Like Charles Glenn, Finn lauds the fundamental
precedent set by the U.S. Supreme
Court with Pierce v. Society of Sisters (1925),
which unanimously overturned an Oregon
law that attempted to close all private schools,
with Catholic schools the main target of this
nativist, majoritarian measure. The decision is
all the more noble in light of the authoritarian,
statist policies then so glamorously institutionalized
in republican France, fascist Italy, and
communist Russia (for the last of which John
Dewey expressed great sympathy in the late
1920s). “The fundamental theory of liberty
upon which all governments in this Union
repose,” Justice McReynolds wrote for a unanimous
Court, “excludes any general power of
the State to standardize its children by forcing
them to accept instruction from public teachers
only. The child is not the mere creature of
the State.”
The primary practical methods by which
Finn sees an opportunity to safeguard and
renew parents’ right to school choice and to
increase student morale and academic effectiveness
include charter schools (purposely
distinctive and autonomous public schools
free from some union regulations) and vouchers,
especially for students trapped in chronically
under-performing, incompetent, or dangerous
schools. Though not a Catholic, Finn
follows the Catholic Moynihan in emphasizing
the desirability of giving vouchers that
can be used in parochial and private as well as
in alternative public schools. The voucher
programs for poor and poorly served citizens
in Milwaukee and Cleveland, most of whom
choose Catholic or other Christian schools
for their children, have been ruled constitutional,
with the Cleveland program impor
tantly confirmed as constitutional in the Supreme
Court’s 2002 Zelman v. Simmons Harris
decision. Finn argues that “the most enduring
value conflict in American K-12 education is
between partisans of the public school system
and advocates of pluralism, competition, and
choice.”
But in addition to parental choice, Finn
insists on both the indispensability, and the
difficulty, of establishing real academic accountability,
discerned and guided by solid
statistics about student competencies and the
effectiveness of schools and encouraged by
state and federal carrots and sticks. His discussion
of standards and accountability from the
publication of the sobering report A Nation at
Risk under Reagan (1983) onward is detailed
and illuminating, rightly focusing on the fine
state-level initiatives of Republican and
Democratic governors, but particularly of
Lamar Alexander, Bill Clinton, and George
W. Bush as governors. His discussion of “No
Child Left Behind” (NCLB) is judicious,
rightly crediting George W. Bush’s bipartisan
initiative and seeing it as growing out of
previous efforts at the state level and his own
father’s Charlottesville education summit in
1989. However, unsympathetic Democrats
now control the U.S. Congress, and the
National Education Association is a large
factor in their coalition and in their presidential
election campaign. In addition, de-centralization
provisions in the original NCLB
legislation have come back to haunt its proponents:
voluntary state standards and tests as
guidelines by which to evaluate yearly progress
in individual districts and schools, and by
which to award or deny federal money, vary
widely and have been unscrupulously played
and tainted by state bureaucrats and district
administrators eager to escape exposure and
sanctions but eager to acquire federal financial
benefits.
An alliance of extremes has probably
doomed the NCLB legislation, corrupting
and betraying its hopes. Liberal Democrats
and their supporters in the NEA and the
teachers’ colleges hate external accountability
and state-government (or even indirect national)

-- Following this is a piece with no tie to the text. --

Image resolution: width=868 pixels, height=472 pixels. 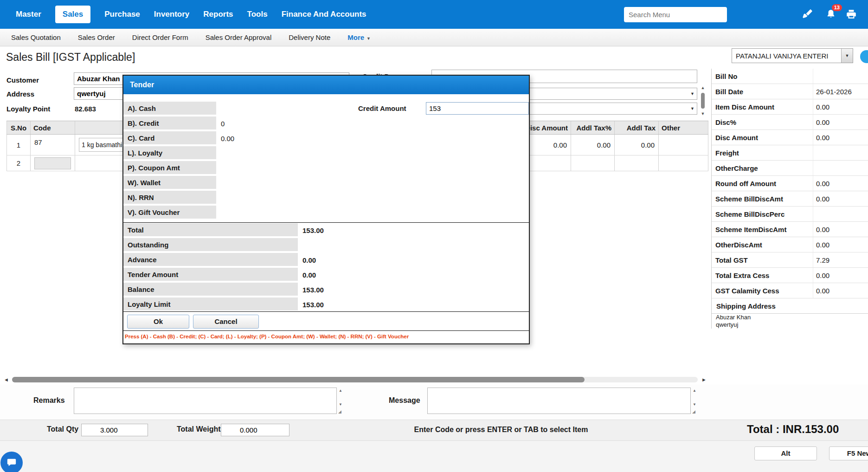 What do you see at coordinates (549, 128) in the screenshot?
I see `header-disc-amount: Disc Amount` at bounding box center [549, 128].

dictation of their curriculum and academic
standards, which are more specific,
content-based, and common-sensical than
they like. Conservative Republicans dislike
the federal role in education generally, resent
Bush’s educational expenditures, and are
pained when the mandatory National Association
of Educational Progress (NAEP) tests
show that even students who are getting good
grades in many schools in their districts actually
know very little, as discerned by national
and international comparisons and as compared
to American students forty, fifty, and
seventy-five years ago.
Grade inflation and “social promotion”—
“the soft bigotry of low expectations”—have
become endemic in our schools, with a low
egalitarianism of outcome gradually establishing
itself at the expense of the noble idea
of equality of opportunity for access to an
aggregated public good: decently organized,
competent schooling. The National Center
for Educational Statistics, Finn notes, “reported
that twelfth graders’ reading performance
in 2005 was worse than in 1992—and
flat since 2002.” As for disparities between
ethnic and racial groups, Sam Dillon of the
New York Times wrote in 2006 that “the testscore
gaps are so large that, on average,
African-American and Hispanic students in
high school can read and do arithmetic at only
the average level of whites in junior high
school.” The recent Democratic congressional
attack on the successful “Reading First”
literacy initiative within NCLB succeeded in
drastically cutting this effective feature of the
educational act.
One of the most dismal but revealing
features of Finn’s book is his documentation
of the trendy “Progressive” neophilia that has
increasingly dominated our teachers’ colleges
and schools of education since the 1920s.
“Progressivism” won the day at Columbia
Teachers’ College by the 1920s, drowning
out and marginalizing judicious moderates
such as William C. Bagley and Isaac Kandel,
while more recently both relativizing “values
clarification” education (Lawrence Kohlberg)
and the seductive, flattering theory of “multiple
intelligences” (Howard Gardner) have
come to us courtesy of the Harvard Graduate
School of Education. In the university at
large, left-Nietzschean, postmodern skepticism
about reason and virtue is an ideal
stimulant to increasing vice, foolishness, cynicism,
and irrationality. (A prominent ed school
professor in the Midwest has deplored the
distinguished literary theorist, literary historian,
and educational reformer E.D. Hirsch’s
“privileging” of the denotative dimension of
language itself as authoritarian!) Former Boston
University President John Silber’s commitment
two decades ago of Boston University
to run the poor, dysfunctional schools of
the nearby, bankrupt, immigrant entry-point
city of Chelsea, Massachusetts, has been a
noble, sustained initiative that no other teachers’
college or school of education (or university)
has chosen to imitate and for which his
(private) university has gotten little credit,
even in its local newspaper, the Boston Globe.
Though some progress has been made
under President Bush’s NCLB at the elementary
level, the bipartisan consensus that created
it is gone, and the future of K-12 educational
reform probably lies again with the
states and with courageous, grass-roots initiatives
such as Hirsch’s Core Knowledge curriculum.
For a republic traditionally aspiring to personal
liberty and equality of access to public
goods worth having—of which decent schooling
at public expense is among the most
important—Chester Finn’s book is an indispensable
guide and an inspiring portrait of
what individuals and groups with common
sense, civic commitment, and perseverance
can accomplish in realizing the battered but
noble promise of modern education—but also
a sobering picture of what they are up against.